* _TASK_:
Would you transcribe the lines running from the one that holds "Image resolution: width=1447" to the last line of the records? Leave every picture out.

── INFORMATION GIVEN ──

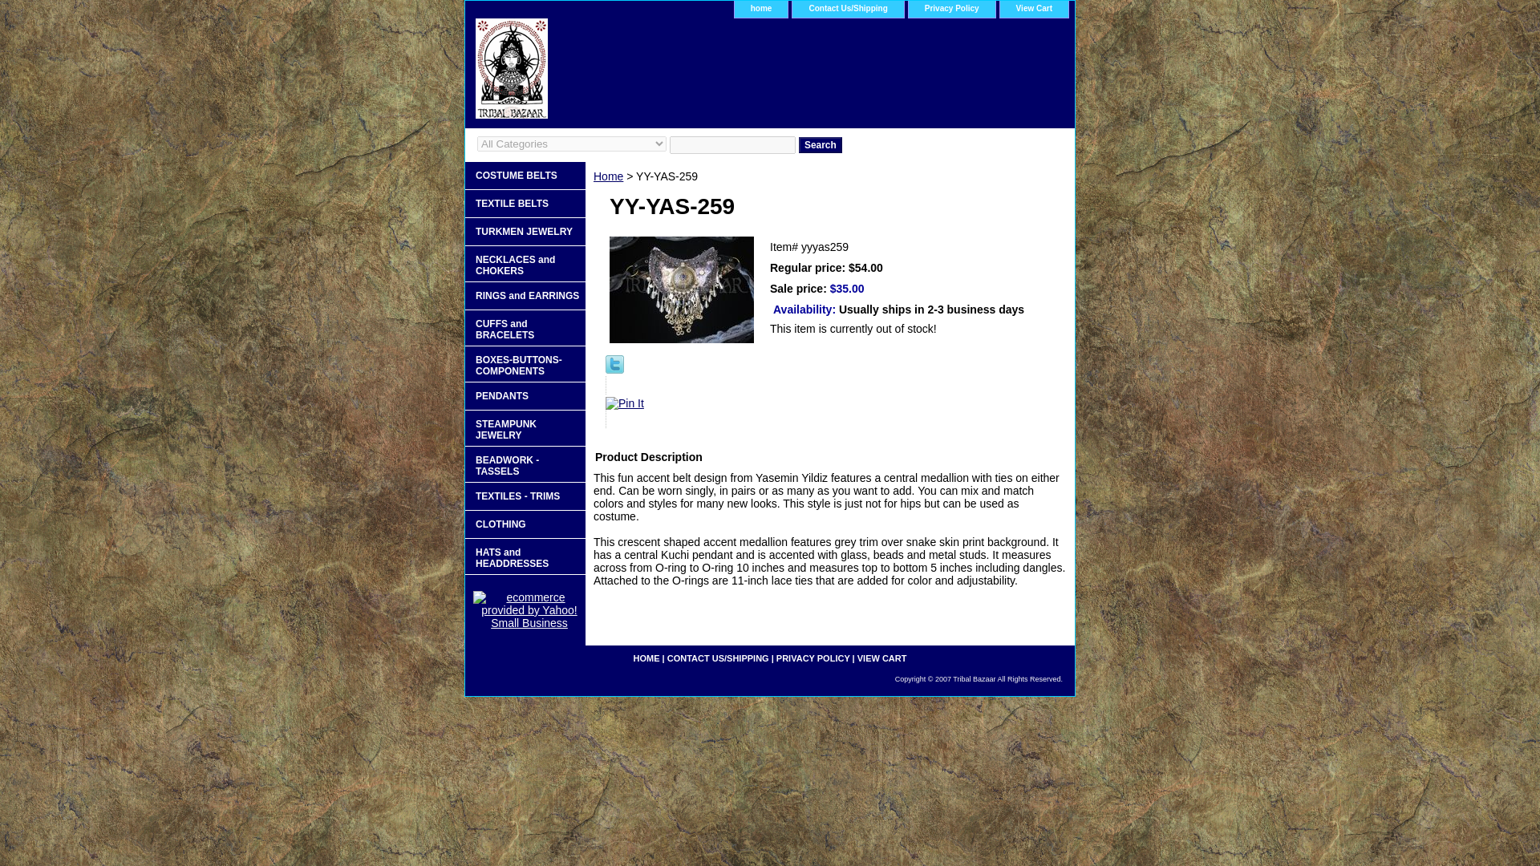 The image size is (1540, 866). What do you see at coordinates (524, 232) in the screenshot?
I see `TURKMEN JEWELRY` at bounding box center [524, 232].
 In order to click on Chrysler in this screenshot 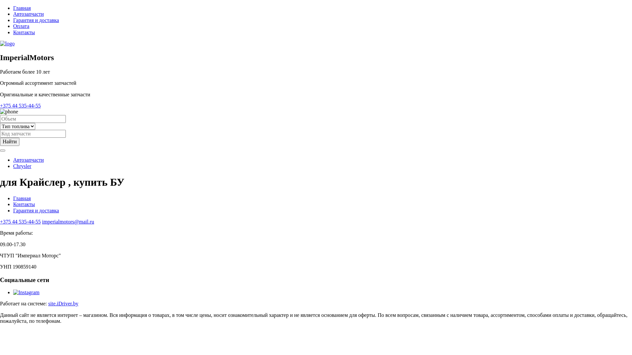, I will do `click(22, 166)`.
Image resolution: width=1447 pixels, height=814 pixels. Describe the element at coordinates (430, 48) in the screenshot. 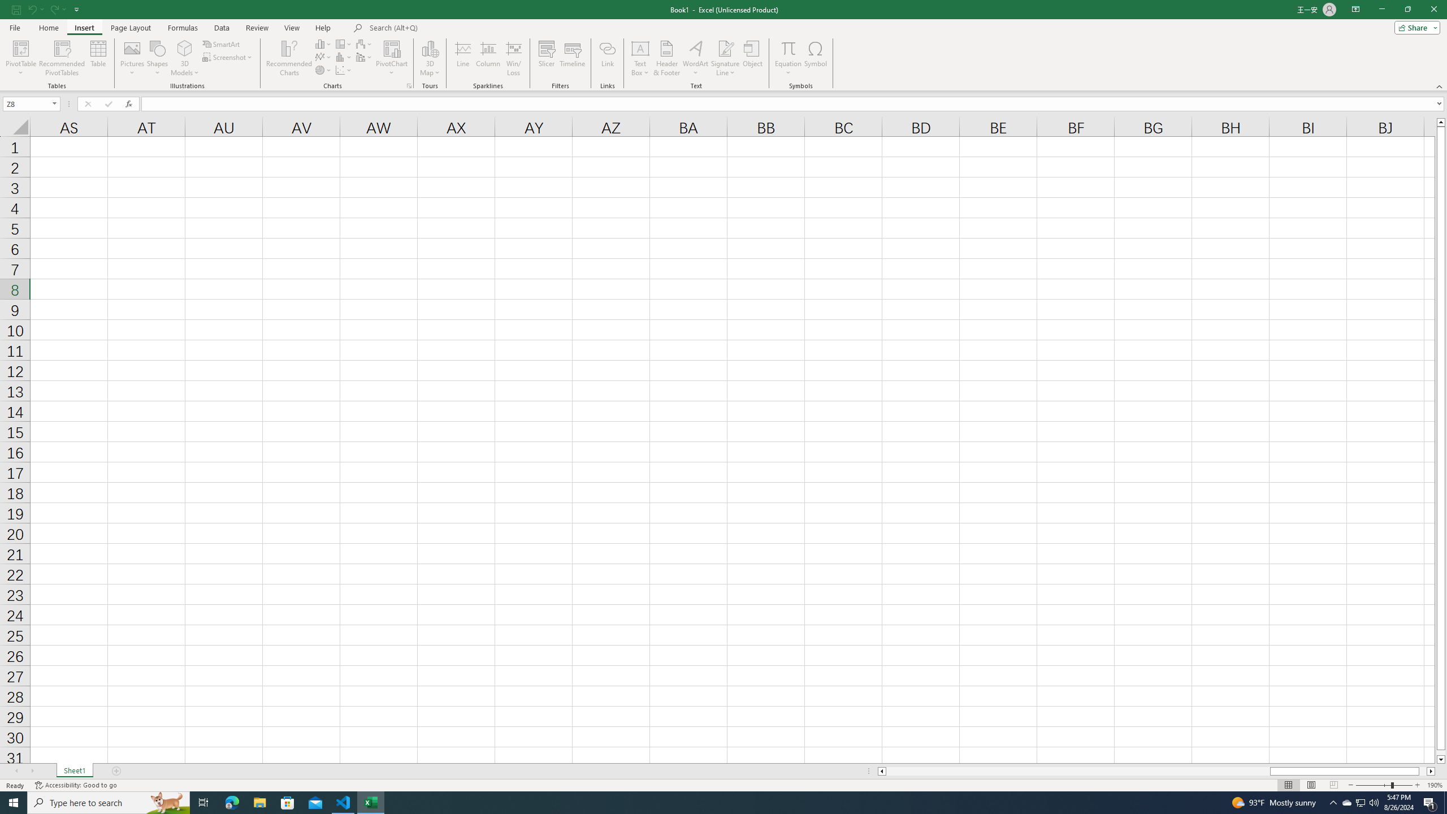

I see `3D Map` at that location.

───

* _EXERCISE RESULT_:
Image resolution: width=1447 pixels, height=814 pixels. Describe the element at coordinates (430, 48) in the screenshot. 

I see `3D Map` at that location.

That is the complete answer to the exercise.